» What is being asked
Without including the pictures, copy out every line below.

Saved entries
═══

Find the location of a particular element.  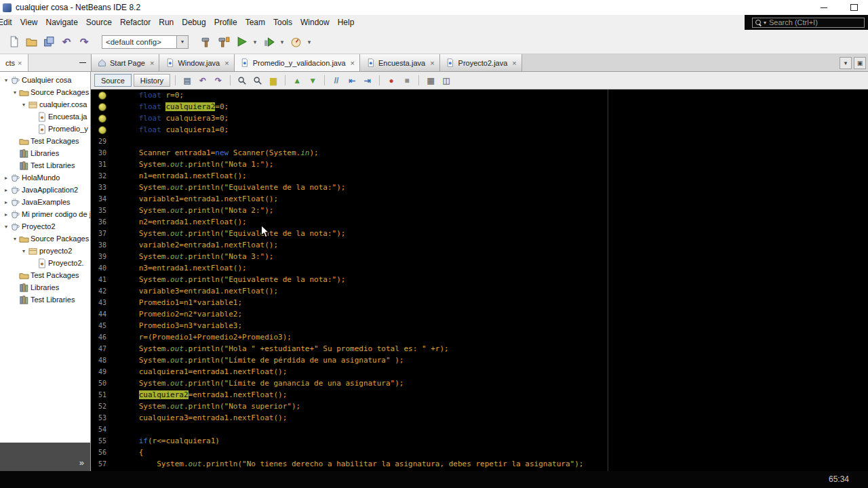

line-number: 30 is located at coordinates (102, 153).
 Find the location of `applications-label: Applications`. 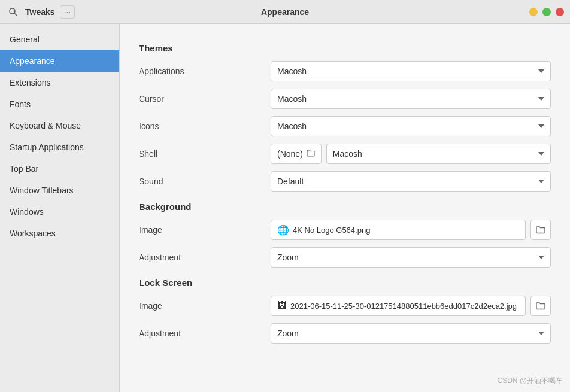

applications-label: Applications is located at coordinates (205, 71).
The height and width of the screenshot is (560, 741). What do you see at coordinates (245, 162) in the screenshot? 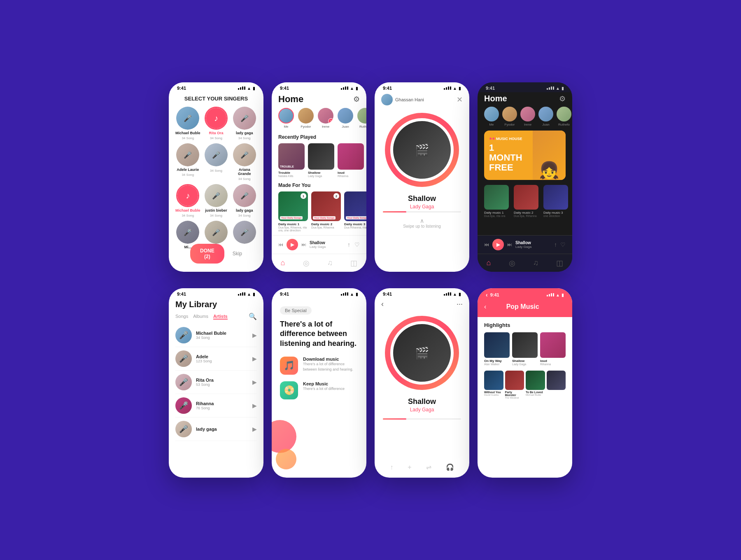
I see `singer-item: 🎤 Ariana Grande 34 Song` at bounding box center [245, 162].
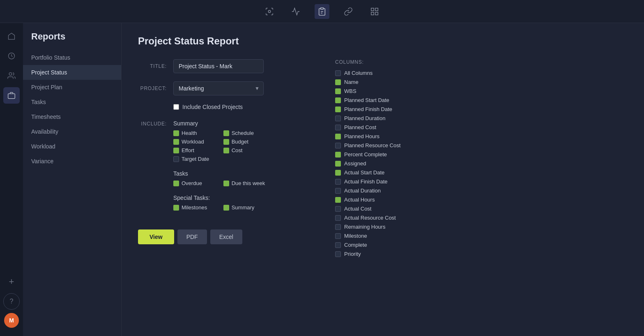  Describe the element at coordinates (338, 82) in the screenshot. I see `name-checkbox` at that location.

═══

» Answer
Find the location of a particular element.  

line-number: 30 is located at coordinates (102, 153).
 Find the location of `applications-label: Applications`. 

applications-label: Applications is located at coordinates (205, 71).
The height and width of the screenshot is (560, 741). What do you see at coordinates (245, 162) in the screenshot? 
I see `singer-item: 🎤 Ariana Grande 34 Song` at bounding box center [245, 162].
  Describe the element at coordinates (338, 82) in the screenshot. I see `name-checkbox` at that location.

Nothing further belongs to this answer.